TASK PROMPT:
Exactly and only the lines below from the one containing "is (398, 532)." down to the one containing "The image size" are wanted, both included; please exclude every picture.

*** MATERIAL TO PROCESS ***

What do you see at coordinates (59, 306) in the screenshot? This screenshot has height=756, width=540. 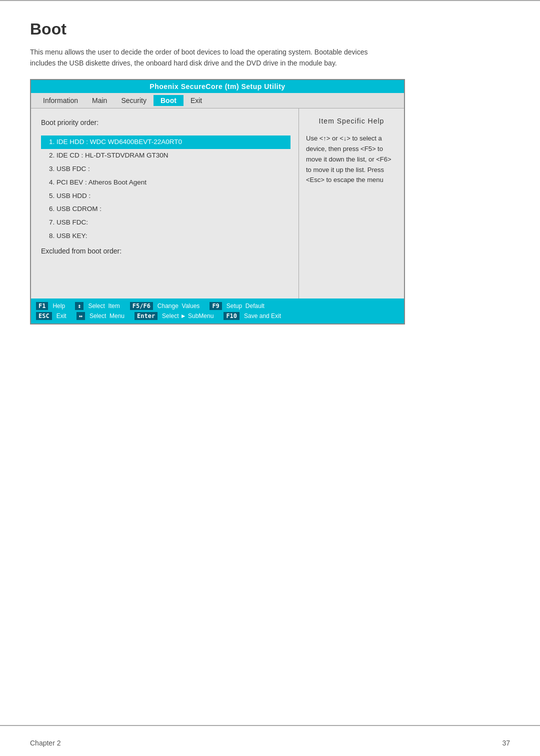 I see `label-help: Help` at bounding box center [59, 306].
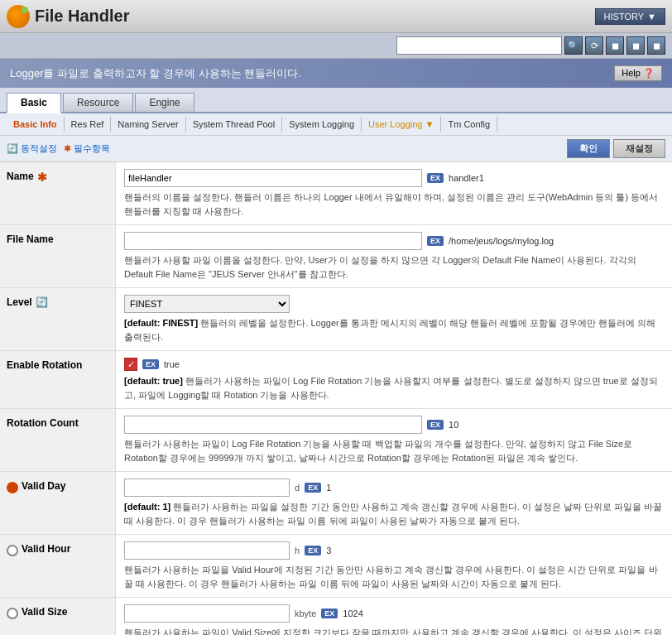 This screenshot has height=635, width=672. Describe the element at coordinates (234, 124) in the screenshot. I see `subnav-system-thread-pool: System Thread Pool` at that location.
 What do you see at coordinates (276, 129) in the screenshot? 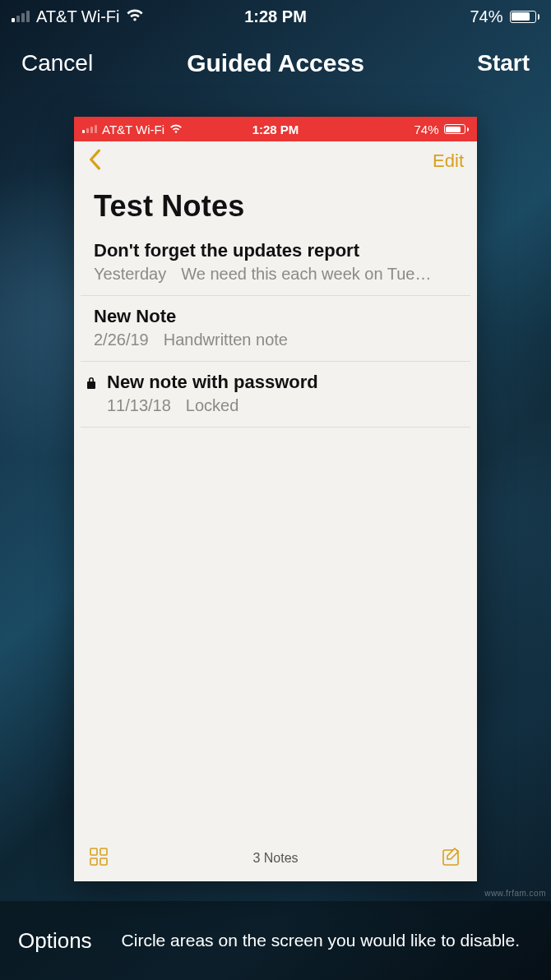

***
*** MATERIAL TO PROCESS ***

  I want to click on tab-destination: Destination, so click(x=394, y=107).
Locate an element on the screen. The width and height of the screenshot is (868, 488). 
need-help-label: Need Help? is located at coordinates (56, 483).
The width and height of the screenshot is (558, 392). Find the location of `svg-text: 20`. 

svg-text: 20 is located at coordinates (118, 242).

***
*** MATERIAL TO PROCESS ***

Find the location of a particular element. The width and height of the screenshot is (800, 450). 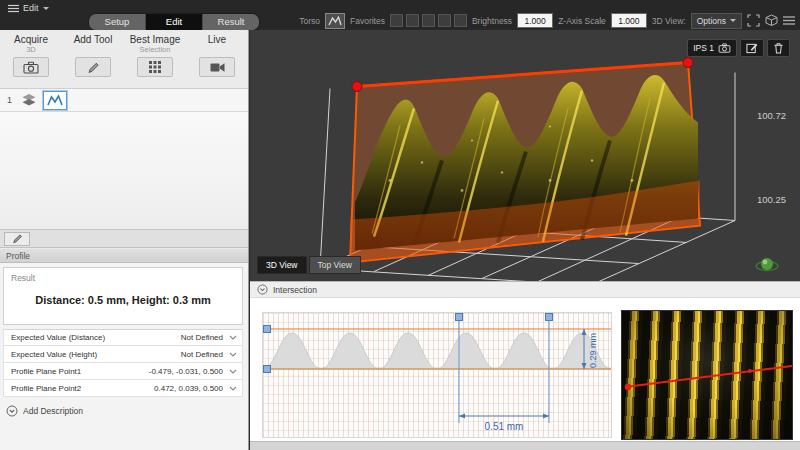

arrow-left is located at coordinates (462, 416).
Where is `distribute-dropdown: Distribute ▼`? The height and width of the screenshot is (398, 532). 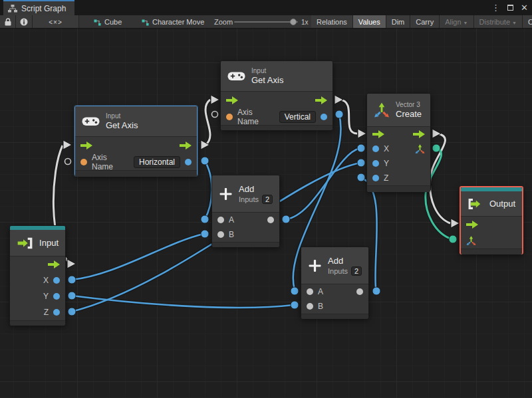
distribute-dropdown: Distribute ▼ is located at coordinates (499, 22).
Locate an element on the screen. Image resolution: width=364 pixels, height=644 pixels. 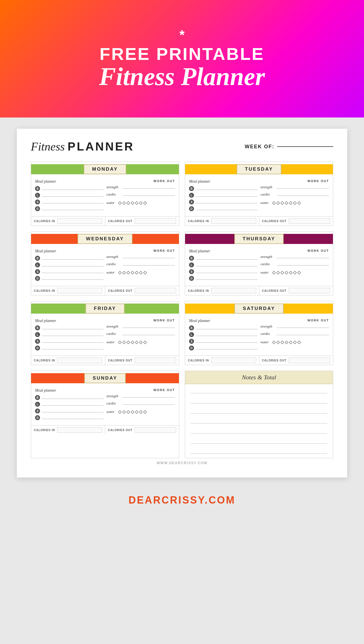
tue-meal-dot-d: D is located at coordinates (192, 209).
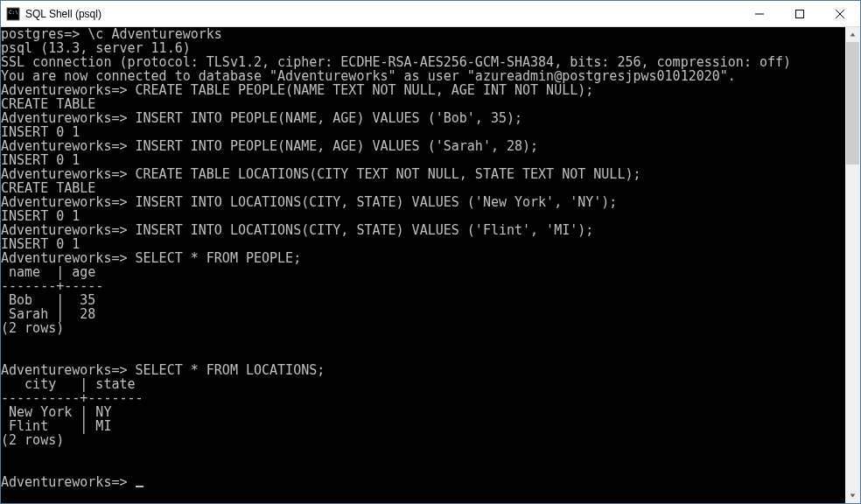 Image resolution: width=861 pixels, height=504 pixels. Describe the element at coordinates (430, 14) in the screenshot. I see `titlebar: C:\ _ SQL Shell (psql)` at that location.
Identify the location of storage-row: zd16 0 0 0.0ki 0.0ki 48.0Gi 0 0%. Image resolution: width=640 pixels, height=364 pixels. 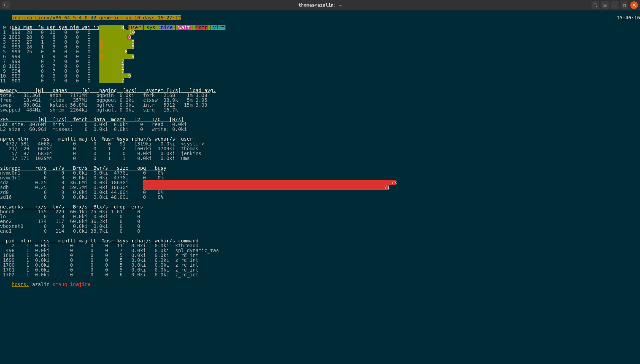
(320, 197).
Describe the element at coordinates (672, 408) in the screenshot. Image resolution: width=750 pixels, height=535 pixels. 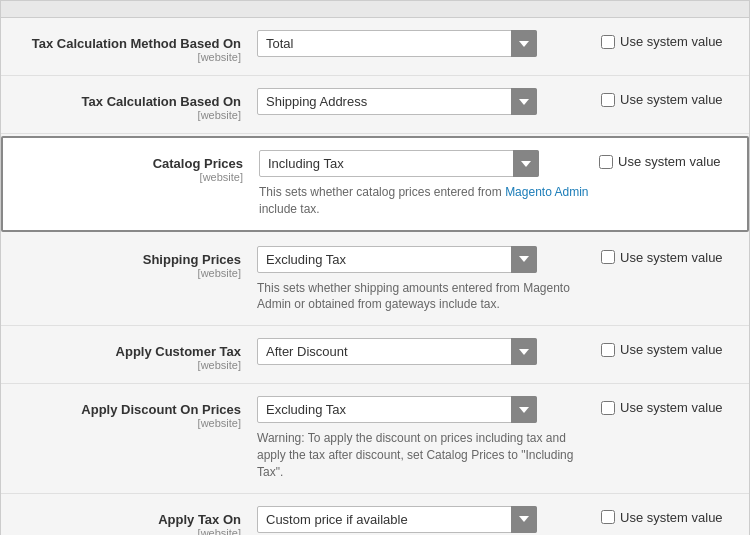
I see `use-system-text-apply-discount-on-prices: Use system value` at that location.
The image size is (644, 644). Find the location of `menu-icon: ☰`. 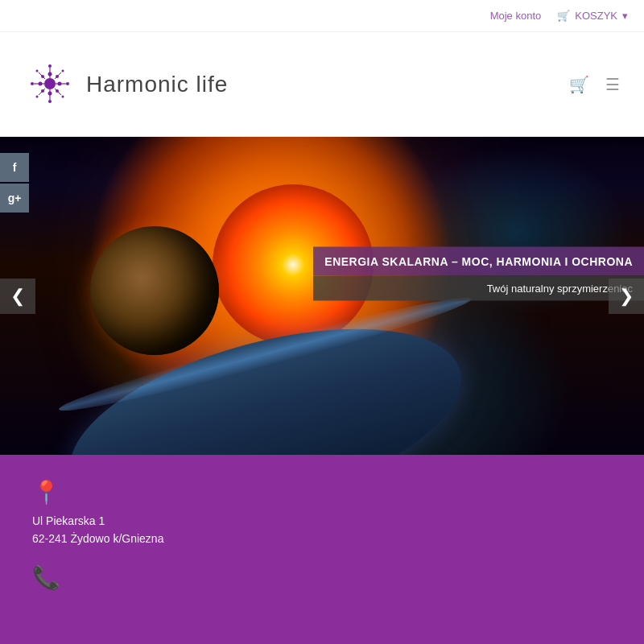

***

FINISHED TASK:
Where is `distribute-dropdown: Distribute ▼`? The height and width of the screenshot is (398, 532). 
distribute-dropdown: Distribute ▼ is located at coordinates (499, 22).
Locate an element on the screen. Image resolution: width=364 pixels, height=644 pixels. 
tue-meal-dot-d: D is located at coordinates (192, 209).
 Image resolution: width=861 pixels, height=504 pixels. Describe the element at coordinates (430, 14) in the screenshot. I see `titlebar: C:\ _ SQL Shell (psql)` at that location.
Identify the location of storage-row: zd16 0 0 0.0ki 0.0ki 48.0Gi 0 0%. Image resolution: width=640 pixels, height=364 pixels. 
(320, 197).
Describe the element at coordinates (672, 408) in the screenshot. Image resolution: width=750 pixels, height=535 pixels. 
I see `use-system-text-apply-discount-on-prices: Use system value` at that location.
The image size is (644, 644). Find the location of `menu-icon: ☰`. 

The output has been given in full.